General troubleshooting flow

  • Initial Checks: Resources (CPU, memory, disk), service status, logs, network connectivity.
  • Tools: Use top or htop for real-time monitoring; df -h for disk space; systemctl status <service> for services.
  • Logs: tail -f /var/log/syslog or journalctl -u <service> for errors. Grep: grep error /var/log/nginx/error.log.
  • Log Management: Use logrotate to compress/rotate logs.
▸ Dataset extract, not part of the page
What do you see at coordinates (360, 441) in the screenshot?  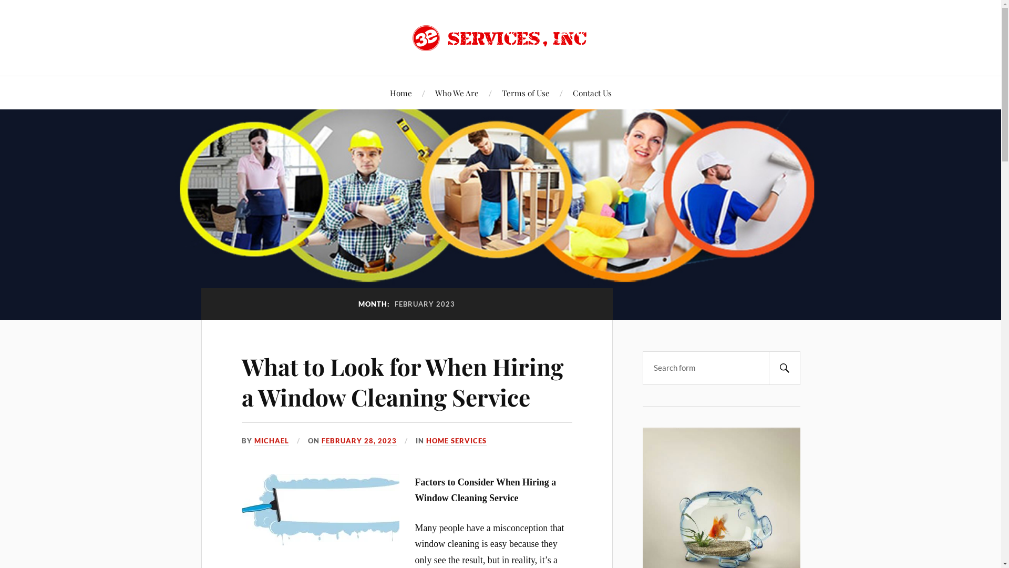 I see `FEBRUARY 28, 2023` at bounding box center [360, 441].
Config in /etc/logrotate.d/nginx; force with sudo logrotate -f /etc/logrotate.d/nginx.
  • Network: Test outbound: ping 8.8.8.8. Local access: curl localhost or curl -I <url>. Ports: ss -tuln.

Scenario 1: Nginx Server Down (Traffic Dead)

  • First Steps:
    • Check if service is running: systemctl status nginx.
    • Local test: curl localhost (confirms if listening on port 80/443).
  • If Running:
    • Resources: top or htop for CPU/memory spikes.
    • Disk: df -h (ensure not full).
    • Logs: tail -n 200 /var/log/nginx/error.log.
  • Network/Firewall:
    • Routes: ip route.
    • Firewall: iptables -L (check if port 80 blocked; fix with sudo iptables -A INPUT -p tcp --dport 80 -j ACCEPT).
  • If Local Works but External Fails: Firewall, routing, or security group issue.

Scenario 2: Latency Spiked (CPU Green in CloudWatch)

  • First Steps:
    • SSH in: htop to confirm no hidden spikes (CloudWatch might lag).
    • Logs: tail -n 200 /var/log/nginx/error.log (look for slow backends like DB issues).
  • Deeper Dives:
    • Process tracing: strace -p <PID> to see what the process is stuck on.
    • Avoid restarts initially—masks root cause.
    • Check for huge logs: Rotate if needed.
  • Other Causes: Network congestion, external dependencies (e.g., slow API calls).

Scenario 3: EC2 Can't Reach S3 (No Alarms)

  • AWS Console/CLI:
    • Instance status: aws ec2 describe-instances --instance-ids <id> (confirm running).
    • SSH in: Test internet: ping google.com.
  • Network Checks:
    • Subnet type: Public (has Internet Gateway route); private needs NAT.
    • Security Groups: aws ec2 describe-security-groups --group-ids <sg-id> (ensure outbound allowed).
  • IAM: Check attached role/policies for S3 access (e.g., s3:GetObject).
  • If No Internet: Fix routes or add NAT Gateway.

Preparation Tips

  • Simulate: Use free tier EC2 or local VM. Practice under time (20-min sessions).
  • Mindset: Verbalize steps aloud. Avoid quick reboots—focus on root cause.
  • Common Traps: Misconfigured security groups, private subnets without NAT, missing IAM permissions.